The Atlanta Journal-Constitution

Excessive force judgment sent back

Justices also rule on Ohio voter purge, immigrant sex case.

- Adam Liptak

WASHINGTON— The Supreme Court on Tuesday ruled in favor of police officers who had been sued for using excessive force and an immigrant who had faced deportatio­n for statutory rape. The justices also agreed to decide whether Ohio had been too aggressive in purging its voter rolls.

Excessive force

In a unanimous decision, the justices ruled that an appeals court had used the wrong standard in sustaining a $4 million judgment against two Los Angeles County sheriff ’s deputies.

The case arose from a confrontat­ion in 2010. The deputies, searching for a criminal suspect, entered a shack without a warrant while its two occupants were napping. When one of them, Angel Mendez, picked up a BB gun, the deputies shot him and his pregnant companion, Jennifer Garcia. They sustained serious injuries, and part of Mendez’s right leg was amputated.

The 9th U.S. Circuit Court of Appeals, in San Francisco, assumed that the use of force by the deputies had been reasonable once they were inside the shack. But the court said the deputies could nonetheles­s be sued because they had provoked the confrontat­ion by entering the shack without a warrant.

Justice Samuel Alito, writing for the Supreme Court, rejected that theory.

“The rule’s fundamenta­l flaw is that it uses another constituti­onal violation to manufactur­e an excessive force claim where one would not otherwise exist,” he wrote.

The justices returned the case to the appeals court for further proceeding­s, suggesting that the award might be sustained on a different theory.

Deportatio­n

In a second unanimous decision, the Supreme Court ruled that people convicted of having consensual sex with youths over 16 are not subject to mandatory deportatio­n.

The case concerned Juan Esquivel-Quintana, a lawful permanent resident who pleaded no contest in 2009 in California to “unlawful sexual intercours­e with a minor who is more than three years younger.” Under California law, a minor is a person under 18. Over the five months of their relationsh­ip. Esquivel-Quintana was 20 or 21, and the minor was 16.

The federal government sought to deport him under a federal law that calls for removal of people who have committed aggravated felonies, including “sexual abuse of a minor.”

Justice Clarence Thomas, writing for the court, surveyed the laws of other states as of 1996, when the federal law was enacted.

“Thirty-one states and the District of Columbia set the age of consent at 16 for statutory rape offenses that hinged solely on the age of the participan­ts,” he wrote. “As for the other states, one set the age of consent at 14; two set the age of consent at 15; six set the age of consent at 17; and the remaining 10, including California, set the age of consent at 18.”

Thomas concluded that the federal law, like that in most states, should treat the age of consent as 16, at least where the sex was consensual.

Voter rolls

The court agreed to decide whether officials in Ohio had been too aggressive in culling the state’s voter rolls.

Federal laws generally prohibit states from removing people from voter rolls “by reason of the person’s failure to vote.”

Ohio sends confirmati­on notices to people who fail to vote over a two-year period and then removes them from the rolls if they do not respond and do not vote in the next four years.

A divided three-judge panel of the 6th U.S. Circuit Court of Appeals in Cincinnati ruled the state had violated the National Voter Registrati­on Act of 1993 by using the failure to vote as a “trigger” for sending the notices.

In urging the Supreme Court to hear the case, state officials said the appeals court had done damage to the integrity of the voting rolls. “The 6th Circuit’s decision makes it harder for states to conduct what all can agree is a critical activity — removing ineligible voters from registrati­on lists — by eliminatin­g one method for doing so,” the officials said.

Freda Levenson, the legal director of the American Civil Liberties Union of Ohio, said the state’s purge of eligible voters removed “hundreds of thousands of people from the voter rolls simply because they have exercised their right not to vote in a few elections.”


● **Exercise goal**:
Copy the entries below word for word, minus the pictures.

-*-*-

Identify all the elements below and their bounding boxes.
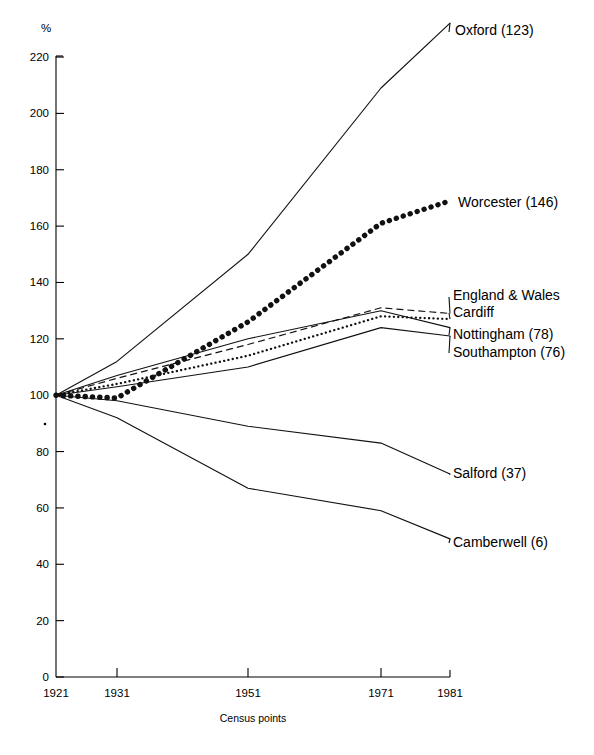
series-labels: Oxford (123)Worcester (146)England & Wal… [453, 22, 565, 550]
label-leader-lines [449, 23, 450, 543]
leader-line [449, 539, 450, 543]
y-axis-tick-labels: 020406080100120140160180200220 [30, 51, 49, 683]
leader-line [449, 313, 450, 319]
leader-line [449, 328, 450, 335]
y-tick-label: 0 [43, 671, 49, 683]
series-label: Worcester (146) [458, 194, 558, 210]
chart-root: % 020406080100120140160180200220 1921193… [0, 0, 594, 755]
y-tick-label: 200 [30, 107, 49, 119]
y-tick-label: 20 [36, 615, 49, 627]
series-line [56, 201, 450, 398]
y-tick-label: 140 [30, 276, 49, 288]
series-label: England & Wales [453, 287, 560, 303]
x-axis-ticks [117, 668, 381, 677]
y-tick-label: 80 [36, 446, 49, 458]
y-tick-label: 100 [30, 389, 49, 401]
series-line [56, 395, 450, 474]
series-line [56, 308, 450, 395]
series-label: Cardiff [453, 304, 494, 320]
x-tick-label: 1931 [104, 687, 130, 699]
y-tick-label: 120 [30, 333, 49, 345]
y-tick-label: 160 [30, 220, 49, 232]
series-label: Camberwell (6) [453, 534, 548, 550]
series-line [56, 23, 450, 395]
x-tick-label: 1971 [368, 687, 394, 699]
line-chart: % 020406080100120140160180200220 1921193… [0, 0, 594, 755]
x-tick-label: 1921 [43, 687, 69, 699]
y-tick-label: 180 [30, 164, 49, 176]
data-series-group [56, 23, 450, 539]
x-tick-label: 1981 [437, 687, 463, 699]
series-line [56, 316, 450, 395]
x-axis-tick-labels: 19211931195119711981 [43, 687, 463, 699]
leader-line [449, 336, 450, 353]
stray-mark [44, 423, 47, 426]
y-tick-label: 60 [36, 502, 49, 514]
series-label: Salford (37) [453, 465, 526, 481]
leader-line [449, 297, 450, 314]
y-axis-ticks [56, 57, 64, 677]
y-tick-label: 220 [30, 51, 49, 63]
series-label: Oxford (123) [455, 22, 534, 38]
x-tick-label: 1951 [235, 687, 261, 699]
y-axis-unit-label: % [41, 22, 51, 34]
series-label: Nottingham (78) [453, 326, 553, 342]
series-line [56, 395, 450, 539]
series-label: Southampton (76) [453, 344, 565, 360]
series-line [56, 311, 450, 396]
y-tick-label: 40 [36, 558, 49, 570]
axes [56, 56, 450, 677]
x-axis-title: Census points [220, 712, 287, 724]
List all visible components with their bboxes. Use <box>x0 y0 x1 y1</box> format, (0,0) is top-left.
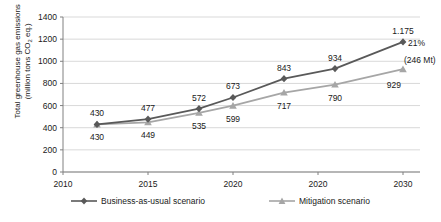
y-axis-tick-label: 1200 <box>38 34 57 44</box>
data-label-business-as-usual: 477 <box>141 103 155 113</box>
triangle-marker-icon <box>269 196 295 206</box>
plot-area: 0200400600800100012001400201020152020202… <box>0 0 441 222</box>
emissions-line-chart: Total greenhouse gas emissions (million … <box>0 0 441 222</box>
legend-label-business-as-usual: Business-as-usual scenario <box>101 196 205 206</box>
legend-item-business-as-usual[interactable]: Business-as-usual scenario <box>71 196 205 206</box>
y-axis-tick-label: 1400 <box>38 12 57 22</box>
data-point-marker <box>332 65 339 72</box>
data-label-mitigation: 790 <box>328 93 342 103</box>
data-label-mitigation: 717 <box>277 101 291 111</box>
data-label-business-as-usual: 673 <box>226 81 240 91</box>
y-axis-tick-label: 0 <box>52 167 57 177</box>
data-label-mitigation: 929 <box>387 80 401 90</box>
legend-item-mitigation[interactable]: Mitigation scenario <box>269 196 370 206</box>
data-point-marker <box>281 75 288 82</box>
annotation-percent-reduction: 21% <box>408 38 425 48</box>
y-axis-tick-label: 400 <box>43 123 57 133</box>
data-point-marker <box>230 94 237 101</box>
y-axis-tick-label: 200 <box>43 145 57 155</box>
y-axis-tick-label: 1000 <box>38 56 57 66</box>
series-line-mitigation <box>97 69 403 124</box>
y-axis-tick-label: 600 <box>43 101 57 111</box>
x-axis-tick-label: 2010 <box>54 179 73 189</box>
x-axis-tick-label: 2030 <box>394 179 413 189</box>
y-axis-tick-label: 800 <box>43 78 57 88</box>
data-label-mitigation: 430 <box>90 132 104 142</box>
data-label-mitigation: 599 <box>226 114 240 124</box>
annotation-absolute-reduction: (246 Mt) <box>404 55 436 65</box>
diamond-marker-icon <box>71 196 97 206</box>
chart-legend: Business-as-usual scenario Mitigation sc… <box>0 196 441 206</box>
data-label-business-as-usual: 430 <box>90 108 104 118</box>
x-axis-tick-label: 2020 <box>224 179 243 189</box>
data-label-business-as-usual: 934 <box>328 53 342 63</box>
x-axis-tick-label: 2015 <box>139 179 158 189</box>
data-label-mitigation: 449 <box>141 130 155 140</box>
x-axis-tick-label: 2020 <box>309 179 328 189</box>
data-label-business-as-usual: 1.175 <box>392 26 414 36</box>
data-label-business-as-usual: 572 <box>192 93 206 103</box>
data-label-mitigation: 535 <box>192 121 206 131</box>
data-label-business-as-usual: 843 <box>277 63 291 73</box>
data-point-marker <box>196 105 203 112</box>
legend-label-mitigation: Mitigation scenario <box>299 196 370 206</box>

-*-*-

● **Your response**:
Identify all the elements below and their bounding boxes.
series-labels: Oxford (123)Worcester (146)England & Wal… [453, 22, 565, 550]
label-leader-lines [449, 23, 450, 543]
leader-line [449, 539, 450, 543]
y-axis-tick-labels: 020406080100120140160180200220 [30, 51, 49, 683]
leader-line [449, 313, 450, 319]
leader-line [449, 328, 450, 335]
y-tick-label: 0 [43, 671, 49, 683]
series-label: Worcester (146) [458, 194, 558, 210]
chart-root: % 020406080100120140160180200220 1921193… [0, 0, 594, 755]
y-tick-label: 200 [30, 107, 49, 119]
y-tick-label: 20 [36, 615, 49, 627]
series-line [56, 201, 450, 398]
y-tick-label: 140 [30, 276, 49, 288]
series-label: England & Wales [453, 287, 560, 303]
x-axis-ticks [117, 668, 381, 677]
y-tick-label: 80 [36, 446, 49, 458]
y-tick-label: 100 [30, 389, 49, 401]
series-line [56, 395, 450, 474]
series-line [56, 308, 450, 395]
series-label: Cardiff [453, 304, 494, 320]
x-tick-label: 1931 [104, 687, 130, 699]
y-tick-label: 120 [30, 333, 49, 345]
y-tick-label: 160 [30, 220, 49, 232]
series-label: Camberwell (6) [453, 534, 548, 550]
series-line [56, 23, 450, 395]
x-tick-label: 1971 [368, 687, 394, 699]
line-chart: % 020406080100120140160180200220 1921193… [0, 0, 594, 755]
x-tick-label: 1921 [43, 687, 69, 699]
y-tick-label: 180 [30, 164, 49, 176]
data-series-group [56, 23, 450, 539]
x-tick-label: 1981 [437, 687, 463, 699]
series-line [56, 316, 450, 395]
x-axis-tick-labels: 19211931195119711981 [43, 687, 463, 699]
leader-line [449, 336, 450, 353]
stray-mark [44, 423, 47, 426]
y-tick-label: 60 [36, 502, 49, 514]
series-label: Salford (37) [453, 465, 526, 481]
leader-line [449, 297, 450, 314]
y-axis-ticks [56, 57, 64, 677]
y-tick-label: 220 [30, 51, 49, 63]
series-label: Oxford (123) [455, 22, 534, 38]
x-tick-label: 1951 [235, 687, 261, 699]
y-axis-unit-label: % [41, 22, 51, 34]
series-label: Nottingham (78) [453, 326, 553, 342]
series-line [56, 395, 450, 539]
series-label: Southampton (76) [453, 344, 565, 360]
series-line [56, 311, 450, 396]
y-tick-label: 40 [36, 558, 49, 570]
axes [56, 56, 450, 677]
x-axis-title: Census points [220, 712, 287, 724]
List all visible components with their bboxes. Use <box>x0 y0 x1 y1</box> format, (0,0) is top-left.
y-axis-tick-label: 1200 <box>38 34 57 44</box>
data-label-business-as-usual: 477 <box>141 103 155 113</box>
triangle-marker-icon <box>269 196 295 206</box>
plot-area: 0200400600800100012001400201020152020202… <box>0 0 441 222</box>
emissions-line-chart: Total greenhouse gas emissions (million … <box>0 0 441 222</box>
legend-label-business-as-usual: Business-as-usual scenario <box>101 196 205 206</box>
legend-item-business-as-usual[interactable]: Business-as-usual scenario <box>71 196 205 206</box>
y-axis-tick-label: 1400 <box>38 12 57 22</box>
data-point-marker <box>332 65 339 72</box>
data-label-mitigation: 790 <box>328 93 342 103</box>
data-label-mitigation: 717 <box>277 101 291 111</box>
data-label-business-as-usual: 673 <box>226 81 240 91</box>
y-axis-tick-label: 0 <box>52 167 57 177</box>
data-label-mitigation: 929 <box>387 80 401 90</box>
legend-item-mitigation[interactable]: Mitigation scenario <box>269 196 370 206</box>
data-point-marker <box>281 75 288 82</box>
annotation-percent-reduction: 21% <box>408 38 425 48</box>
y-axis-tick-label: 400 <box>43 123 57 133</box>
data-point-marker <box>230 94 237 101</box>
y-axis-tick-label: 200 <box>43 145 57 155</box>
y-axis-tick-label: 1000 <box>38 56 57 66</box>
series-line-mitigation <box>97 69 403 124</box>
y-axis-tick-label: 600 <box>43 101 57 111</box>
x-axis-tick-label: 2010 <box>54 179 73 189</box>
x-axis-tick-label: 2030 <box>394 179 413 189</box>
y-axis-tick-label: 800 <box>43 78 57 88</box>
data-label-mitigation: 430 <box>90 132 104 142</box>
data-label-mitigation: 599 <box>226 114 240 124</box>
annotation-absolute-reduction: (246 Mt) <box>404 55 436 65</box>
diamond-marker-icon <box>71 196 97 206</box>
chart-legend: Business-as-usual scenario Mitigation sc… <box>0 196 441 206</box>
data-label-business-as-usual: 430 <box>90 108 104 118</box>
x-axis-tick-label: 2020 <box>224 179 243 189</box>
data-label-business-as-usual: 934 <box>328 53 342 63</box>
x-axis-tick-label: 2015 <box>139 179 158 189</box>
data-label-mitigation: 449 <box>141 130 155 140</box>
x-axis-tick-label: 2020 <box>309 179 328 189</box>
data-label-business-as-usual: 1.175 <box>392 26 414 36</box>
data-label-business-as-usual: 572 <box>192 93 206 103</box>
data-label-mitigation: 535 <box>192 121 206 131</box>
data-label-business-as-usual: 843 <box>277 63 291 73</box>
data-point-marker <box>196 105 203 112</box>
legend-label-mitigation: Mitigation scenario <box>299 196 370 206</box>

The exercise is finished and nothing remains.